Machine Learning - ML

Key Components

  1. The data that we can learn from.
  2. A model of how to transform the data.
  3. An objective function that quantifies how well (or badly) the model is doing.
  4. An algorithm to adjust the model’s parameters to optimize the objective function.

Data

              When every example is characterized by the same number of numerical values, we say that the data consist of fixed-length vectors and we describe the constant length of the vectors as the dimensionality of the data.

              However, not all data can easily be represented as fixed-length vectors. While we might expect microscope images to come from standard equipment, we cannot expect images mined from the Internet to all show up with the same resolution or shape. For images, we might consider cropping them all to a standard size, but that strategy only gets us so far. We risk losing information in the cropped out portions. One major advantage of deep learning over traditional methods is the comparative grace with which modern models can handle varying-length data.

              Generally, the more data we have, the easier our job becomes. When we have more data, we can train more powerful models and rely less heavily on pre-conceived assumptions.

              Finally, it is not enough to have lots of data and to process it cleverly. We need the right data. If the data are full of mistakes, or if the chosen features are not predictive of the target quantity of interest, learning is going to fail. The situation is captured well by the **cliché: garbage in, garbage out. **

Models

              Most machine learning involves transforming the data in some sense. We might want to build a system that ingests photos and predicts smiley-ness. Alternatively, we might want to ingest a set of sensor readings and predict how normal vs. anomalous the readings are. By model, we denote the computational machinery for ingesting data of one type, and spitting out predictions of a possibly different type. In particular, we are interested in statistical models that can be estimated from data.

Objective Functions

              In order to develop a formal mathematical system of learning machines, we need to have formal measures of how good (or bad) our models are. In machine learning, and optimization more generally, we call these objective functions. By convention, we usually define objective functions so that lower is better. This is merely a convention. You can take any function for which higher is better, and turn it into a new function that is qualitatively identical but for which lower is better by flipping the sign. Because lower is better, these functions are sometimes called loss functions.

              When trying to predict numerical values, the most common loss function is squared error, i.e., the square of the difference between the prediction and the ground-truth. For classification, the most common objective is to minimize error rate, i.e., the fraction of examples/data instances on which our predictions disagree with the ground truth. Some objectives (e.g., squared error) are easy to optimize. Others (e.g., error rate) are difficult to optimize directly, owing to non-differentiability or other complications. In these cases, it is common to optimize a surrogate objective.

              Typically, the loss function is defined with respect to the model’s parameters and depends upon the dataset. We learn the best values of our model’s parameters by minimizing the loss incurred on a set consisting of some number of examples collected for training. However, doing well on the training data does not guarantee that we will do well on unseen data. So we will typically want to split the available data into two partitions: the training dataset (or training set, for fitting model parameters) and the test dataset (or test set, which is held out for evaluation), reporting how the model performs on both of them. You could think of training performance as being like a student’s scores on practice exams used to prepare for some real final exam. Even if the results are encouraging, that does not guarantee success on the final exam. In other words, the test performance can deviate significantly from the training performance. When a model performs well on the training set but fails to generalize to unseen data, we say that it is overfitting. In real-life terms, this is like flunking the real exam despite doing well on practice exams.

Optimization Algorithms

              Once we have got some data source and representation, a model, and a well-defined objective function, we need an algorithm capable of searching for the best possible parameters for minimizing the loss function. Popular optimization algorithms for deep learning are based on an approach called gradient descent. In short, at each step, this method checks to see, for each parameter, which way the training set loss would move if you perturbed that parameter just a small amount. It then updates the parameter in the direction that may reduce the loss.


## Exercise directions
Output the line that contains "xyxy pixel coordinates" and each line after it in the listing, exactly as they appear, through the very last line.

## Raw data
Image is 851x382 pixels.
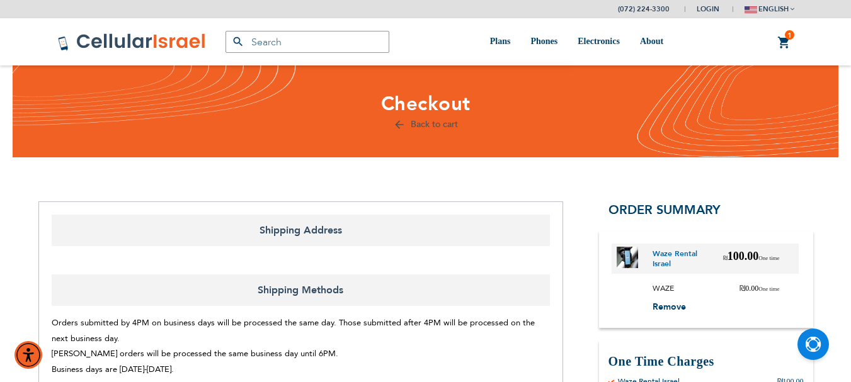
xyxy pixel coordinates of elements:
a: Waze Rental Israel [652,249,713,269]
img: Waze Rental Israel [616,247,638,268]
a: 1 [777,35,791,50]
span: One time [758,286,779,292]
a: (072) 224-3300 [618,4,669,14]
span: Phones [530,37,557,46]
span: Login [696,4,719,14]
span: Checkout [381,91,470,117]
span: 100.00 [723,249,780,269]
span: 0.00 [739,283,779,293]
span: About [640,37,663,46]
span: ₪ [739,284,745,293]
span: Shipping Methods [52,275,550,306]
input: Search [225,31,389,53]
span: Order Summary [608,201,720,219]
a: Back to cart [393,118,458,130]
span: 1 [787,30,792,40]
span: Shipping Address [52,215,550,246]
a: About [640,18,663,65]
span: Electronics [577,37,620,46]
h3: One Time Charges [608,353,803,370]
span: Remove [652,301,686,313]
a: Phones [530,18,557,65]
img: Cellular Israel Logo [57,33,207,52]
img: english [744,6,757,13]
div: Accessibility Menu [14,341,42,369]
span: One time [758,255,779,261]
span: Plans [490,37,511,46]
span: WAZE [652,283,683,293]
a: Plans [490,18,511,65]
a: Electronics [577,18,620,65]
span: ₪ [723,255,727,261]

## Solution for this task
xyxy pixel coordinates of elements:
a: Waze Rental Israel [652,249,713,269]
img: Waze Rental Israel [616,247,638,268]
a: 1 [777,35,791,50]
span: One time [758,286,779,292]
a: (072) 224-3300 [618,4,669,14]
span: Phones [530,37,557,46]
span: Login [696,4,719,14]
span: Checkout [381,91,470,117]
span: 100.00 [723,249,780,269]
span: 0.00 [739,283,779,293]
span: About [640,37,663,46]
span: ₪ [739,284,745,293]
span: Shipping Methods [52,275,550,306]
input: Search [225,31,389,53]
span: Order Summary [608,201,720,219]
a: Back to cart [393,118,458,130]
span: 1 [787,30,792,40]
span: Shipping Address [52,215,550,246]
a: About [640,18,663,65]
span: Electronics [577,37,620,46]
h3: One Time Charges [608,353,803,370]
span: Remove [652,301,686,313]
a: Phones [530,18,557,65]
img: Cellular Israel Logo [57,33,207,52]
img: english [744,6,757,13]
div: Accessibility Menu [14,341,42,369]
span: One time [758,255,779,261]
span: Plans [490,37,511,46]
span: WAZE [652,283,683,293]
a: Plans [490,18,511,65]
a: Electronics [577,18,620,65]
span: ₪ [723,255,727,261]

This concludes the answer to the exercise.